Trinity professor calls for improvement of Dublin public transport

Professor outlines path to free public transport system

James Wickham, a former Professor of Sociology at Trinity, has dismissed the potential implementation of a free public transport system in Dublin until our current system is improved.

Wickham, author of “Gridlock: Dublin’s Transport Crisis and the Future of the City”, stated: “The big issue in Dublin is not to get people on to existing public transport, but to create a lot more public transport.”

The idea of free public transport has gained popularity recently for its potentially positive environmental and social impacts. The first free public transport network was set up in 1962 in Los Angeles. Today, there are 114 fare-free public transport systems, most of which are in Europe.

The creation of a free system of public transport depends largely on a city’s size, demographics, and existing network. Wojciech Keblowski, an expert on free public transport at the Free University Brussels, has stated that “the success or failure of a system depends highly on context”. He added that it is reliant on “the way it is done, the reasons why it is done. The absolute key thing is that there be strong political will behind it.”

Wickham emphasised his agreement with the idea and said that “if you want proper public transport in a city, a powerful political authority is an essential condition”.

Rather than being a system adopted for environmental impact, free public transport systems are usually put in place to enact positive social change. “Use among vulnerable groups – the unemployed, the elderly, and youths who do not have a middle-class income – increases dramatically when fares are abolished,” Keblowski says.

Wickham likens transport to a national health service, saying: “Transport is a public service. You have to subsidise it.”

Looking at how such a system might work in Dublin, Wickham notes that documents dating back 20 years “show all sorts of lovely lines on maps for metros and Luas extensions, virtually none of which has happened”.

Part of the problem with establishing this system is the lack of responsibility of the National Transport Authority in reporting to an elected body in Dublin. “Most big, successful cities have something that looks like a transport authority, whose experts answer to a mayor or an assembly,” Wickham points out.

Wickham believes that the effort should begin with “tying bits of the city together”, seeing as all the bus routes into the city are currently radial.

“You need some orbital routes, for example, a bus that went around the North Circular and down the South Circular, would be dead cheap. Make that one free. That would be absolutely brilliant.”

Priorities should lie with the city centre according to Wickham, where fare-free transport could be offered “between the canals…It would be largely used by tourists, and would prevent them clogging up at the Book of Kells and Dublin Castle.”

“Free public transport financed explicitly by a tourist tax on Airbnbs and hotels within the canals makes sense.”

Ireland is currently providing free public transport for citizens aged 67 and older, and for certain categories of welfare recipients.

Sarah Moran

Sarah Moran is the current Head Copyeditor of Trinity News. She is also a Senior Sophister English Literature student.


__EXERCISE INSTRUCTIONS__: Every line of the records must be repeated exactly; pictures stay out.

[Items listed in a dataset]

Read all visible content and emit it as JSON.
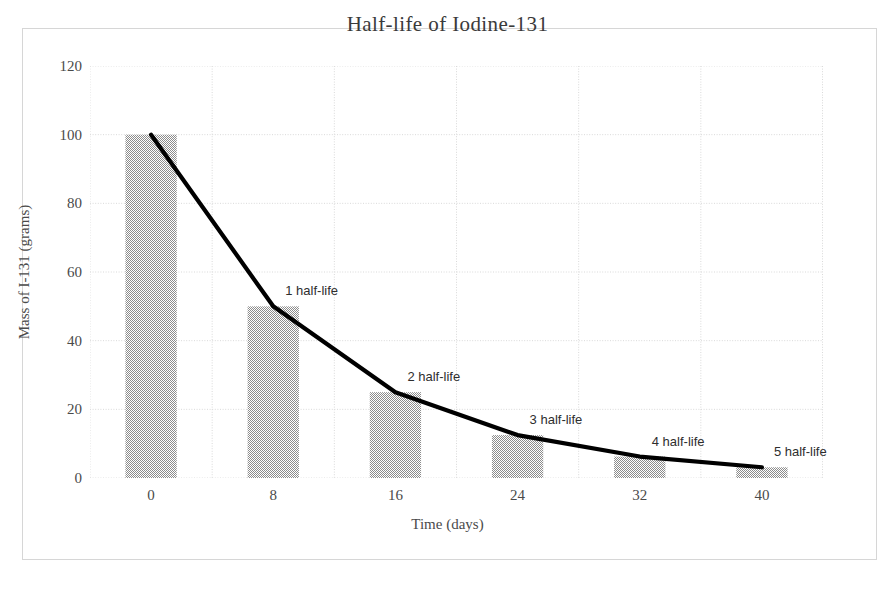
{
  "chart_data": {
    "type": "bar",
    "title": "Half-life of Iodine-131",
    "xlabel": "Time (days)",
    "ylabel": "Mass of I-131 (grams)",
    "categories": [
      "0",
      "8",
      "16",
      "24",
      "32",
      "40"
    ],
    "x": [
      0,
      8,
      16,
      24,
      32,
      40
    ],
    "values": [
      100,
      50,
      25,
      12.5,
      6.25,
      3.125
    ],
    "ylim": [
      0,
      120
    ],
    "xlim": [
      0,
      40
    ],
    "y_ticks": [
      0,
      20,
      40,
      60,
      80,
      100,
      120
    ],
    "y_tick_labels": [
      "0",
      "20",
      "40",
      "60",
      "80",
      "100",
      "120"
    ],
    "x_tick_labels": [
      "0",
      "8",
      "16",
      "24",
      "32",
      "40"
    ],
    "grid": true,
    "legend": "none",
    "series": [
      {
        "name": "Mass of I-131",
        "type": "bar",
        "values": [
          100,
          50,
          25,
          12.5,
          6.25,
          3.125
        ],
        "color": "#9a9a9a"
      },
      {
        "name": "Decay curve",
        "type": "line",
        "values": [
          100,
          50,
          25,
          12.5,
          6.25,
          3.125
        ],
        "color": "#000000"
      }
    ],
    "annotations": [
      {
        "label": "1 half-life",
        "x": 8,
        "y": 50
      },
      {
        "label": "2 half-life",
        "x": 16,
        "y": 25
      },
      {
        "label": "3 half-life",
        "x": 24,
        "y": 12.5
      },
      {
        "label": "4 half-life",
        "x": 32,
        "y": 6.25
      },
      {
        "label": "5 half-life",
        "x": 40,
        "y": 3.125
      }
    ],
    "colors": {
      "bar_fill": "#9a9a9a",
      "line": "#000000",
      "grid": "#d9d9d9",
      "frame": "#d6d6d6",
      "text": "#4a4a4a",
      "background": "#ffffff"
    }
  }
}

__ANSWER TO THIS PROBLEM__:
Read all visible content and emit it as JSON.
{
  "chart_data": {
    "type": "bar",
    "title": "Half-life of Iodine-131",
    "xlabel": "Time (days)",
    "ylabel": "Mass of I-131 (grams)",
    "categories": [
      "0",
      "8",
      "16",
      "24",
      "32",
      "40"
    ],
    "x": [
      0,
      8,
      16,
      24,
      32,
      40
    ],
    "values": [
      100,
      50,
      25,
      12.5,
      6.25,
      3.125
    ],
    "ylim": [
      0,
      120
    ],
    "xlim": [
      0,
      40
    ],
    "y_ticks": [
      0,
      20,
      40,
      60,
      80,
      100,
      120
    ],
    "y_tick_labels": [
      "0",
      "20",
      "40",
      "60",
      "80",
      "100",
      "120"
    ],
    "x_tick_labels": [
      "0",
      "8",
      "16",
      "24",
      "32",
      "40"
    ],
    "grid": true,
    "legend": "none",
    "series": [
      {
        "name": "Mass of I-131",
        "type": "bar",
        "values": [
          100,
          50,
          25,
          12.5,
          6.25,
          3.125
        ],
        "color": "#9a9a9a"
      },
      {
        "name": "Decay curve",
        "type": "line",
        "values": [
          100,
          50,
          25,
          12.5,
          6.25,
          3.125
        ],
        "color": "#000000"
      }
    ],
    "annotations": [
      {
        "label": "1 half-life",
        "x": 8,
        "y": 50
      },
      {
        "label": "2 half-life",
        "x": 16,
        "y": 25
      },
      {
        "label": "3 half-life",
        "x": 24,
        "y": 12.5
      },
      {
        "label": "4 half-life",
        "x": 32,
        "y": 6.25
      },
      {
        "label": "5 half-life",
        "x": 40,
        "y": 3.125
      }
    ],
    "colors": {
      "bar_fill": "#9a9a9a",
      "line": "#000000",
      "grid": "#d9d9d9",
      "frame": "#d6d6d6",
      "text": "#4a4a4a",
      "background": "#ffffff"
    }
  }
}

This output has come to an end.